2// Why is BFD displayed under the command 'show lpts pifib hardware police location' if it does not go through the LPTS infrastructure?
3// Is it possible to alter the pps rate of bfd flows?
thank you,
Prakash
Xander
In the very beginning of this post sagou.brahim posted a question mentioned below.
Hi Xander,
thank you for this useful information (and for all your other contributions ).
I'd have a question about this LPTS point :
I have a network with a configured L3VPN configured the usual way.
A VRF instance is configured in the different routers, and in each router a loopback interface is assigned to that VRF instance.The IP address of the loopback interfaces is announced by MP-BGP in the MPLS core.

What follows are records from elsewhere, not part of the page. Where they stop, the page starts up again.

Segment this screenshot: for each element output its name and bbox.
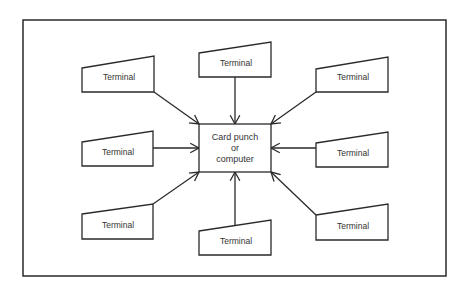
center-label-line-2: or: [231, 143, 239, 154]
arrow-bottom-left: [153, 172, 199, 204]
terminal-label-bottom-right: Terminal: [337, 221, 369, 231]
terminal-label-top-center: Terminal: [220, 58, 252, 68]
terminal-label-middle-left: Terminal: [102, 147, 134, 157]
terminal-label-top-right: Terminal: [337, 72, 369, 82]
arrow-bottom-right: [271, 172, 316, 215]
center-label-line-3: computer: [216, 154, 254, 165]
terminal-label-top-left: Terminal: [103, 72, 135, 82]
terminal-label-bottom-left: Terminal: [102, 220, 134, 230]
arrow-top-left: [154, 92, 199, 124]
terminal-label-bottom-center: Terminal: [220, 236, 252, 246]
center-label-line-1: Card punch: [212, 132, 259, 143]
terminal-label-middle-right: Terminal: [337, 148, 369, 158]
arrow-top-right: [271, 92, 316, 124]
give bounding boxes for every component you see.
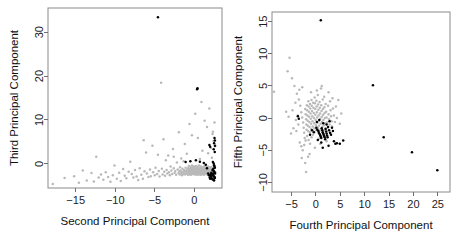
data-point: [302, 126, 305, 128]
data-point: [86, 179, 89, 182]
data-point: [299, 141, 302, 144]
data-point: [313, 96, 316, 99]
data-point: [333, 114, 336, 117]
data-point: [298, 98, 301, 101]
data-point: [214, 145, 217, 148]
data-point: [116, 178, 119, 181]
data-point: [311, 115, 314, 118]
data-point: [199, 158, 202, 161]
data-point: [82, 169, 85, 172]
data-point: [213, 121, 216, 124]
data-point: [320, 87, 323, 90]
data-point: [320, 85, 323, 88]
data-point: [196, 88, 199, 91]
data-point: [161, 173, 164, 176]
data-point: [195, 159, 198, 162]
data-point: [324, 138, 327, 141]
x-tick-label: 5: [337, 198, 343, 210]
left-plot-canvas: −15−10−500102030Second Principal Compone…: [0, 0, 232, 243]
data-point: [78, 181, 81, 184]
data-point: [104, 171, 107, 174]
x-tick-label: −5: [148, 194, 161, 206]
data-point: [328, 120, 331, 123]
data-point: [211, 156, 214, 159]
data-point: [320, 137, 323, 140]
data-point: [300, 111, 303, 114]
data-point: [157, 170, 160, 173]
data-point: [287, 116, 290, 119]
data-point: [186, 153, 189, 156]
y-tick-label: −10: [257, 173, 269, 192]
data-point: [330, 134, 333, 137]
data-point: [214, 139, 217, 142]
right-plot-canvas: −50510152025−10−5051015Fourth Principal …: [232, 0, 465, 243]
data-point: [201, 149, 204, 152]
series-background-samples: [52, 81, 217, 185]
data-point: [310, 136, 313, 139]
data-point: [157, 16, 160, 19]
data-point: [320, 19, 323, 22]
data-point: [206, 167, 209, 170]
data-point: [152, 171, 155, 174]
data-point: [150, 175, 153, 178]
y-tick-label: 15: [257, 16, 269, 28]
data-point: [170, 169, 173, 172]
data-point: [309, 131, 312, 134]
data-point: [325, 110, 328, 113]
y-tick-label: 10: [257, 48, 269, 60]
data-point: [314, 114, 317, 117]
data-point: [327, 113, 330, 116]
data-point: [286, 70, 289, 73]
data-point: [321, 98, 324, 101]
x-tick-label: 0: [313, 198, 319, 210]
data-point: [171, 173, 174, 176]
data-point: [301, 149, 304, 152]
data-point: [308, 121, 311, 124]
data-point: [143, 170, 146, 173]
data-point: [316, 111, 319, 114]
y-tick-label: −5: [257, 144, 269, 157]
data-point: [120, 180, 123, 183]
data-point: [203, 162, 206, 165]
data-point: [129, 160, 132, 163]
data-point: [317, 139, 320, 142]
data-point: [205, 163, 208, 166]
data-point: [52, 183, 55, 186]
data-point: [134, 169, 137, 172]
data-point: [146, 172, 149, 175]
data-point: [297, 115, 300, 118]
data-point: [382, 136, 385, 139]
data-point: [200, 101, 203, 104]
data-point: [293, 85, 296, 88]
data-point: [342, 139, 345, 142]
data-point: [194, 113, 197, 116]
data-point: [340, 112, 343, 115]
data-point: [151, 145, 154, 148]
data-point: [137, 179, 140, 182]
data-point: [162, 138, 165, 141]
x-tick-label: −5: [285, 198, 298, 210]
data-point: [310, 99, 313, 102]
series-highlighted-samples: [157, 16, 217, 182]
data-point: [307, 155, 310, 158]
data-point: [320, 141, 323, 144]
data-point: [147, 176, 150, 179]
data-point: [304, 162, 307, 165]
data-point: [173, 167, 176, 170]
data-point: [321, 146, 324, 149]
data-point: [154, 167, 157, 170]
data-point: [140, 174, 143, 177]
data-point: [213, 142, 216, 145]
data-point: [154, 174, 157, 177]
data-point: [301, 116, 304, 119]
data-point: [329, 100, 332, 103]
data-point: [300, 145, 303, 148]
data-point: [327, 126, 330, 129]
data-point: [335, 105, 338, 108]
data-point: [311, 105, 314, 108]
data-point: [299, 105, 302, 108]
data-point: [211, 133, 214, 136]
data-point: [175, 174, 178, 177]
data-point: [285, 110, 288, 113]
data-point: [113, 164, 116, 167]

So these IP adresses are reachable (we can ping them from the routers or some workstations). But we can not establish a telnet or ssh session to them. I made some research and found that it is certainly related to the LPTS feature (the command "show lpts ifib statistics" show that everytime I try a telnet/ssh connection, the counter "reject" increments by 1).
I also found that one of MPP requirements is that in case we try to manage a VRF interface, the inband interface we use to join the router must belong to that same VRF, but in the case of L3VPN, inband interfaces are MPLS interfaces, not configured to belong to any VRF instance.

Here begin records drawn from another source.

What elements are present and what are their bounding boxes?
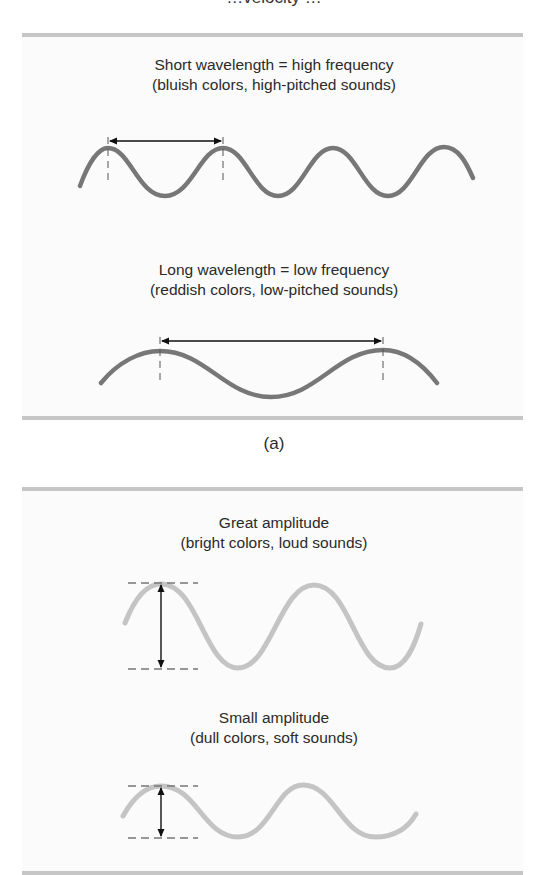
long-wavelength-wave — [101, 350, 437, 397]
small-amplitude-wave — [123, 785, 416, 837]
short-wavelength-wave — [80, 147, 473, 196]
great-amplitude-wave — [125, 584, 421, 668]
wave-diagram — [0, 0, 548, 875]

So I believe with MPP configured, there is no way to manage a router through a MPLS interface?
Best regards,
Brahim
You provided various things to check and I read the entire post and wondering if sagou.brahim configuration ever worked ? I had a similar situation where my ASR9K rejecting telnet if I use below configuration:
control-plane
management-plane
inband
interface X (IGP Interface)
allow all
interface Y (IGP Interface)
allow all
interface Loopback1
allow all
Telnet connections to IGP interfaces worked just fine.
If i change above configuration and use "interface-all" then telnet to Lo1 stared working.
control-plane
management-plane
inband
interface all
allow all
Hi Xander,
Excellent article!!
Our customer running a national MPLS network with ASR9001 PE devices (XR 6.1.4) has experienced sustain outages due to broadcast ARP storms generated accidently by their downstream access networks, causing ARP to be completely exhausted, and then LPTS indiscriminately drops legitimate ARP requests, and thus, connectivity issues arise (SR 687256096)
We understand that Excessive Punt Flow will help us here, however from my testing in our lab it would seem that we 'may' be hitting a bug where EPFT causes instability to VRRP instances running hello timers of 100ms (Techzone Reference / SR 687365675 )
In the meantime, we would like to use an EEM script such as the one you have provided to monitor LPTS ARP drop-rate during a storm and generate a syslog, however the command executed 'show lpts pifib hardware police location <loc>' is only for Dynamic Flows, and not for flows handled by the LC, so ARP is not available.
Do you have any suggestions on how to go about running such an EEM script to achieve this, as im sure this question has been asked in the past, though i have not been able to find any documentation/cases around it.
[Command Ref 1]
RP/0/RSP0/CPU0:RTCSR2032004TS#show lpts pifib hardware police location 0/0/CPU0 | i "ARP|VRRP|Dropped"
Mon Aug 26 22:33:05.137 UTC
FlowType Policer Type Cur. Rate Def. Rate Accepted Dropped TOS Value
VRRP 48 Static 1000 1000 497073587 972159 01234567
[Command Ref 2]
RP/0/RSP0/CPU0:RTCSR2032004TS#show lpts pifib hardware static-police location 0/0/cpu0 | in "ARP|Dropped"
Mon Aug 26 22:33:22.755 UTC
Punt Reason SID Flow Rate Burst Rate Accepted Dropped Destination
PUNT_PBR_DIVERT ARP 1000 200 0 0 Local
ARP ARP 1000 200 13040542 590038 Local
RARP NETIO_CRUCIAL 1000 200 2562 0 Local
Many thanks,
Dave Hume - HTE
Hi Xander,
Thank you for sharing.
I tested it and it works well, but it doesn't seem to work in eXR. Is there anything that needs to be modified?